In search of greater breadth and balance

21st November 1997, 12:00am
Simon Midgley speaks to a college principal who is totally committed to a 14-19 curriculum

BRENDA WITTED, principal of Countesthorpe Community College in south-east Leicestershire, passionately believes in the value of lifelong learning, a 14-19 curriculum and the merits of establishing a new national school-leaving diploma recognising vocational and academic achievement.

But she feels that the reluctance of universities to recognise the value of non-traditional vocational courses and qualifications could be a major obstacle to speedy reform of pre and post-16 education.

At Ms Witted’s college there are child-centred and community-based approaches to learning that earned it national prominence in the Seventies and Eighties.

Today, the 840-student college is managed along more traditional lines, although children and staff are still on first name terms and there is no uniform or lesson bell. Adult learners from local villages study at the college alongside teenagers or in evening classes.

Ms Witted feels that the universities call the tune on acceptable entry qualifications. They regard A-levels as the gold standard and GCSEs as the best predictor of future achievement. Many of the older institutions, she believes, have been slow to recognise the virtues of general national vocational qualifications or other non-traditional qualifications.

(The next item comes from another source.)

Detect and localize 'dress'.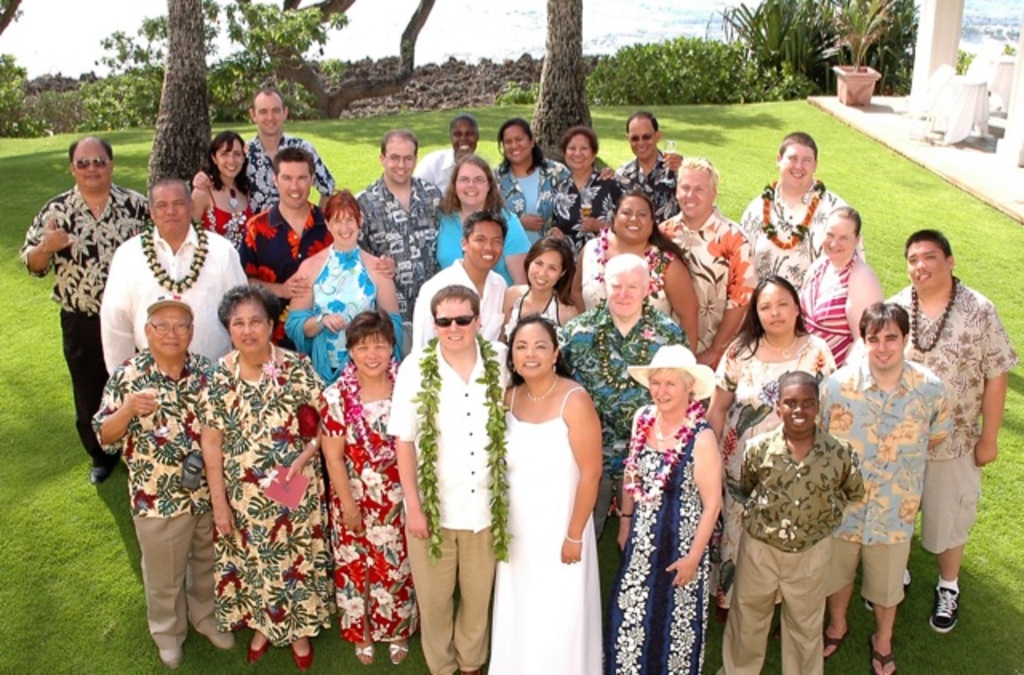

At the college, students can opt to study units from the foundation GNVQ course pre-16 and Intermediate and Advanced GNVQs post-16, alongside GCSEs and A-levels.

“Some universities have no understanding of what a merit at GNVQ Advanced involves - they are seeking distinctions,” says Ms Witted. “They would not be asking A-level students to come with straight As. That is what they are asking GNVQ students.”

She feels that attitudes to GCSEs are still underpinned by a nostalgia for the old days of O-levels. “Everybody still looks at A to C grades as being the equivalent of O-level. We talk about Intermediate GNVQ being the equivalent of four grade Cs at GCSE.

“Unless we introduce something that has a very different structure, we will never be able to move forward, and young people who do well within their own ability range will still feel that they’re failures.

“If you take the league tables everything is measured by the numbers of A to C grades. Until you have some value-added information on the ethnic origins and socio-economic factors affecting the cohorts, a school which is doing brilliantly by their youngsters is not recognised unless they have got 65 per cent A to Cs. This is where things need to change.”

Ideally, she would like to move to a system offering greater breadth and balance post-16, with varying levels of achievement.

Much could be learned, Ms Witted believes, from GNVQ assessment procedures such as monitoring, recording and carefully processing what students are able to do, rather than measuring their achievements by a three-hour test at the end of two years.

There is also tension, she says, between students working simultaneously towards GNVQ qualifications and GCSEs or A-levels. The latter involves a relatively traditional means of teaching and assessment, whereas the former requires students researching, recording and taking part in work experience placements. GNVQs can involve students missing some A-level teaching in order to complete their task-based assignments. It is not easy to marry up the vocational with the academic, she says.

Mary Neath, Countesthorpe’s GNVQ co-ordinator, says that young people working towards both GNVQs and GCSEs or A-levels are often under additional pressure because they have to master the contrasting styles of learning.

The pressures of being continuously assessed, having to demonstrate key skills and to pass all parts of a GNVQ also make it, in some ways, a more time-consuming and demanding route to take.

Mrs Neath believes that some assessment is necessary at stages in students’ educational careers to give them benchmarks of achievement.